IWOCL 2017 OpenCL Wraps Up, OpenCL-V For Vulkan Makes Waves

Written by Michael Larabel in Standards on 21 May 2017 at 08:45 AM EDT. 5 Comments
STANDARDS
The annual International Workshop on OpenCL (IWOCL) conference has concluded this week in Toronto. Slides and other materials from this leading OpenCL conference are now available.

The big news of the week was the release of OpenCL 2.2 and the open-sourcing of the OpenCL CTS. As mentioned in that article, they also briefly mentioned the possibility of OpenCL and Vulkan merging in the future with there being some overlap due to both APIs basing on the SPIR-V intermediate representation and Vulkan already exposing some compute capabilities.

Neil Trevett of Khronos delivered a state of OpenCL talk. In there he discussed requirements for "OpenCL Next" and mentions how Vulkan covers most of their requirements already from SPIR-V ingestion, low-level explicit API, wide adoption, proper tooling, low-latency multi-threaded dispatch, and more. What Vulkan lacks though from the OpenCL perspective are OpenCL 2.x-class compute capabilities and support for diverse processor types.


Trevett referred to it as "OpenCL-V" for OpenCL and Vulkan conference. But for any convergence to happen, more devices like FPGAs and DSPs would need to gain Vulkan support, albeit making the Vulkan graphics support optional. However, a lot of this is still up in the air and will depend upon Khronos members and working groups to figure out the SPIR-V path forward in the months ahead.

Neil's presentation slides can be found here.

There are also various other OpenCL slides from IWOCL 2017 that can be viewed via the conference site. This is also where the new "Coriander" project was talked about for letting CUDA run over OpenCL, as covered earlier this morning on Phoronix.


Work task
Will you transcribe the entries that follow, exactly and in full?

** Opening Data provided block **

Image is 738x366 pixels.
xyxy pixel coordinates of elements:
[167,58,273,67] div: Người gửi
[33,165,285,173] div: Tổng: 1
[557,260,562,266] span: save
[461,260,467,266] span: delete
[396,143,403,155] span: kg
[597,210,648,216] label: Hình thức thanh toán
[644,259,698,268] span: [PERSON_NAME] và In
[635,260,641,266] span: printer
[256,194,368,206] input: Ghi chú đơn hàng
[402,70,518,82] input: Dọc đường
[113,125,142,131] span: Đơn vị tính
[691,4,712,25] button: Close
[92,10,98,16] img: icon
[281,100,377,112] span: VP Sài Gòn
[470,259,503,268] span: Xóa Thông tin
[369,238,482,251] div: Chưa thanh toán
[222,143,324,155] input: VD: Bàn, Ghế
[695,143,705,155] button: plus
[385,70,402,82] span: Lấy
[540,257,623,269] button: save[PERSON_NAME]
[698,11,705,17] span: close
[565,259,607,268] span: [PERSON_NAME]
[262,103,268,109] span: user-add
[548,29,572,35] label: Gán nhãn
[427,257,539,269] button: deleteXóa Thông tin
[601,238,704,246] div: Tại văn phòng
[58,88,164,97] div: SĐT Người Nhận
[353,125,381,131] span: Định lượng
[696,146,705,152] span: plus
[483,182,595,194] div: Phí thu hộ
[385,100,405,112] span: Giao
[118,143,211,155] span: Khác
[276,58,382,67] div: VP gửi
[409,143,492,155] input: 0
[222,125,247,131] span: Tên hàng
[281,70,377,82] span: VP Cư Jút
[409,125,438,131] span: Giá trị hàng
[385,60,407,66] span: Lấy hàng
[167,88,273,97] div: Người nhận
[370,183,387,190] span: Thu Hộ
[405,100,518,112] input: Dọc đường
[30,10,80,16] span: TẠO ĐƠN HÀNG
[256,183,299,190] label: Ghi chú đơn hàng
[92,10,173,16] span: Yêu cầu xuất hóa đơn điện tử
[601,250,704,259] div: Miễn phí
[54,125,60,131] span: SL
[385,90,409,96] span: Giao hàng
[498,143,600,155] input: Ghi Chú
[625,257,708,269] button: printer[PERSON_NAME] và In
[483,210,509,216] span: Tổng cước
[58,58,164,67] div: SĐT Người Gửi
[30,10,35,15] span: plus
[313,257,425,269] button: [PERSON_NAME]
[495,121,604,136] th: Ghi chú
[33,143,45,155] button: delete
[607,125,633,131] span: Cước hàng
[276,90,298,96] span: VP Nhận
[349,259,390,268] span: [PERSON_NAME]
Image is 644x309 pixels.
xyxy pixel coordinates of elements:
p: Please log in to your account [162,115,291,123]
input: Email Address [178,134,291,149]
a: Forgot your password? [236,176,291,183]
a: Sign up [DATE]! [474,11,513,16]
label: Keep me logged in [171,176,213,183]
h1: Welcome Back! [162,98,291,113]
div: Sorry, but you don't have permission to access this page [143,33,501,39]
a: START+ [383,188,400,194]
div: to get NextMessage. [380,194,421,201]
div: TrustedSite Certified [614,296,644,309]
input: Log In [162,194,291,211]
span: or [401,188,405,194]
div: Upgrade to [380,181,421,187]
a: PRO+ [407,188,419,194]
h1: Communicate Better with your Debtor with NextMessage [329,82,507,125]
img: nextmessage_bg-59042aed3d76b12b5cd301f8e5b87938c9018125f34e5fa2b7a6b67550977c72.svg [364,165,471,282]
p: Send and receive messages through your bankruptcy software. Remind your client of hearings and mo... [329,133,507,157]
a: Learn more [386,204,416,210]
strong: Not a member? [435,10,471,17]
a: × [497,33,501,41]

** Closing Data provided block **

The completed task
Image is 738x366 pixels.
xyxy pixel coordinates of elements:
[167,58,273,67] div: Người gửi
[33,165,285,173] div: Tổng: 1
[557,260,562,266] span: save
[461,260,467,266] span: delete
[396,143,403,155] span: kg
[597,210,648,216] label: Hình thức thanh toán
[644,259,698,268] span: [PERSON_NAME] và In
[635,260,641,266] span: printer
[256,194,368,206] input: Ghi chú đơn hàng
[402,70,518,82] input: Dọc đường
[113,125,142,131] span: Đơn vị tính
[691,4,712,25] button: Close
[92,10,98,16] img: icon
[281,100,377,112] span: VP Sài Gòn
[470,259,503,268] span: Xóa Thông tin
[369,238,482,251] div: Chưa thanh toán
[222,143,324,155] input: VD: Bàn, Ghế
[695,143,705,155] button: plus
[385,70,402,82] span: Lấy
[540,257,623,269] button: save[PERSON_NAME]
[698,11,705,17] span: close
[565,259,607,268] span: [PERSON_NAME]
[262,103,268,109] span: user-add
[548,29,572,35] label: Gán nhãn
[427,257,539,269] button: deleteXóa Thông tin
[601,238,704,246] div: Tại văn phòng
[58,88,164,97] div: SĐT Người Nhận
[353,125,381,131] span: Định lượng
[696,146,705,152] span: plus
[483,182,595,194] div: Phí thu hộ
[385,100,405,112] span: Giao
[118,143,211,155] span: Khác
[276,58,382,67] div: VP gửi
[409,143,492,155] input: 0
[222,125,247,131] span: Tên hàng
[281,70,377,82] span: VP Cư Jút
[409,125,438,131] span: Giá trị hàng
[385,60,407,66] span: Lấy hàng
[167,88,273,97] div: Người nhận
[370,183,387,190] span: Thu Hộ
[405,100,518,112] input: Dọc đường
[30,10,80,16] span: TẠO ĐƠN HÀNG
[256,183,299,190] label: Ghi chú đơn hàng
[92,10,173,16] span: Yêu cầu xuất hóa đơn điện tử
[601,250,704,259] div: Miễn phí
[54,125,60,131] span: SL
[385,90,409,96] span: Giao hàng
[498,143,600,155] input: Ghi Chú
[625,257,708,269] button: printer[PERSON_NAME] và In
[483,210,509,216] span: Tổng cước
[58,58,164,67] div: SĐT Người Gửi
[30,10,35,15] span: plus
[313,257,425,269] button: [PERSON_NAME]
[495,121,604,136] th: Ghi chú
[33,143,45,155] button: delete
[607,125,633,131] span: Cước hàng
[276,90,298,96] span: VP Nhận
[349,259,390,268] span: [PERSON_NAME]
Image is 644x309 pixels.
xyxy pixel coordinates of elements:
p: Please log in to your account [162,115,291,123]
input: Email Address [178,134,291,149]
a: Forgot your password? [236,176,291,183]
a: Sign up [DATE]! [474,11,513,16]
label: Keep me logged in [171,176,213,183]
h1: Welcome Back! [162,98,291,113]
div: Sorry, but you don't have permission to access this page [143,33,501,39]
a: START+ [383,188,400,194]
div: to get NextMessage. [380,194,421,201]
div: TrustedSite Certified [614,296,644,309]
input: Log In [162,194,291,211]
span: or [401,188,405,194]
div: Upgrade to [380,181,421,187]
a: PRO+ [407,188,419,194]
h1: Communicate Better with your Debtor with NextMessage [329,82,507,125]
img: nextmessage_bg-59042aed3d76b12b5cd301f8e5b87938c9018125f34e5fa2b7a6b67550977c72.svg [364,165,471,282]
p: Send and receive messages through your bankruptcy software. Remind your client of hearings and mo... [329,133,507,157]
a: Learn more [386,204,416,210]
strong: Not a member? [435,10,471,17]
a: × [497,33,501,41]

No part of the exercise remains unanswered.